Categories
MusicMusic Features

Oh-OK, Love Tractor Keep Looking Forward

Love Tractor and Oh-OK are two bands inextricably linked by time and space—meaning, of course, that they both played hands-on roles in shaping Athens’ hallowed alternative rock scene at the dawn of the 1980s. Both groups shared practice spaces and stages and even brandished the mark of Atlanta’s DB Recs alongside the B-52s, Pylon and the Method Actors. But despite coming of age amid the same college town music scene, stylistically speaking, their sounds could not be more disparate.

There was a high cultural premium placed on individuality in those days, which propelled Athens’ music scene in intangible ways. The meandering rural melodies and atmospheric guitar textures of Love Tractor’s 1980 self-titled debut stand wholly apart from the stripped-down blasts of one and two-minute post-punk from Oh-OK’s 1982 Wow Mini Album. But it was within these differences that they found common ground.

More importantly, says Oh-OK’s bass player and songwriter Lynda Stipe, “Beyond everything else, we were all friends. Sure, everybody wanted to party and stuff, but it was the mutual support that made that scene happen.”

Everyone knows Athens’ classic sound when they hear the regional drawl exuding from within every rhythm and note by the commercially successful acts of the era: R.E.M., Pylon and the B-52s. But it was the musical variety flourishing amid these groups that became a defining trait. 

“That’s the sort of thing that happens when you have kids from all over coming to town to attend the really great art school in Athens,” says Love Tractor’s co-founder and bass player, Armistead Wellford. “People pushed each other and encouraged each other to create something that was truly different.”

It was an environment that encouraged B-52s guitarist Ricky Wilson to flesh out his blend of alternately tuned surf-rock kerrang and no-wave abandon using only four strings, or Pylon bassist Michael Lachowski to develop his own music vocabulary using graph paper to visually compose his rhythms. “It was all very ebullient,” Stipe says, recalling how she developed her own visual writing style, similar to Lachowski, while plucking bass strings in her parents’ living room.

Stipe, who is the younger sister of R.E.M. vocalist Michael Stipe, goes on to say, “A lot of the music of the time sounds very unschooled, but that’s not to say that it’s not proficient—a lot of it was extremely proficient.”

The propulsive, minimal pop of early Oh-OK numbers such as “Lilting,” “Playtime” and “Choukoutien,” she says, were born out of diving into the music with no formal training. Still, she developed a singularly catchy sound that resonated with her fellow musicians, including Love Tractor’s Wellford. 

“I never quoted what Lynda was doing with my own playing—like, in Love Tractor’s ‘Fat Birds,’  you can hear it was inspired by the bass from Pylon’s ‘Volume,’ but it shows we were still trying to sound different,” Wellford says. “When I heard Lynda’s bass playing, it was exciting.

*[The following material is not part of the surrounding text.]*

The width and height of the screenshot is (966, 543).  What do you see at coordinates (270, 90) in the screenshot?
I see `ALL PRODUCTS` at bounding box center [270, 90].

It compelled me to pick it up and run with it from there.”

On Jan. 17, Love Tractor and Oh-OK once again share the stage at the 40 Watt. For this show, Love Tractor co-founders Wellford and guitarists Mark Cline and Mike Richmond are joined by former Glands drummer Joe Rowe and guitarist Doug Stanley. Andrew Carter will also join in on songs from the group’s 1987 LP This Ain’t No Outer Space Ship and ’88’s Themes From Venus. Expect a few guest appearances, as well, by the likes of former R.E.M. drummer Bill Berry and his son Owen, who play guitar on the group’s rustic cover of Kraftwerk’s “Neon Lights.”

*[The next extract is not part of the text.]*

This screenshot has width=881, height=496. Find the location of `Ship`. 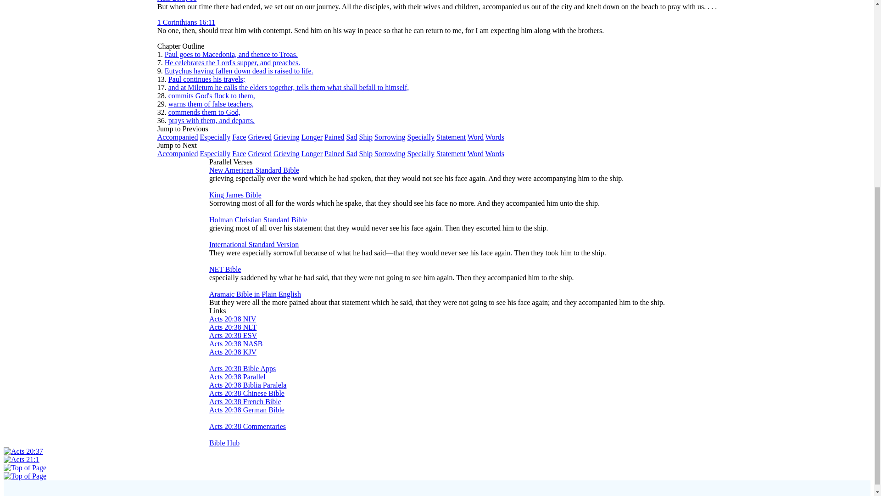

Ship is located at coordinates (366, 137).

“Bill has been taking care of us,” Wellford says. “He’s taken us under his wing. We’ve been practicing at his place outside of town, and he’s encouraging us to keep it together and to put on a proper Love Tractor show.”

Love Tractor is also working on a reissue of its self-titled debut LP, with plans for more music to follow.

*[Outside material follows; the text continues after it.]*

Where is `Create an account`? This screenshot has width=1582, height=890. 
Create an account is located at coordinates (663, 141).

The current version of Oh-OK finds original members Stipe and vocalist Linda Hopper reuniting with an expanded lineup featuring members of Stipe’s band Flash to Bang Time, as well as bassist Kay Stanton from Pylon Reenactment Society and Trish Whatley. “We have exploding bass player syndrome,” Stipe laughs. “Oh-OK was always supposed to be a bass army, so we’ll have one, two, three bass players on stage, depending on the song.”

It goes to show that the art school instinct to encourage each other and keep looking deep within themselves to craft music that is truly different still resonates loudly.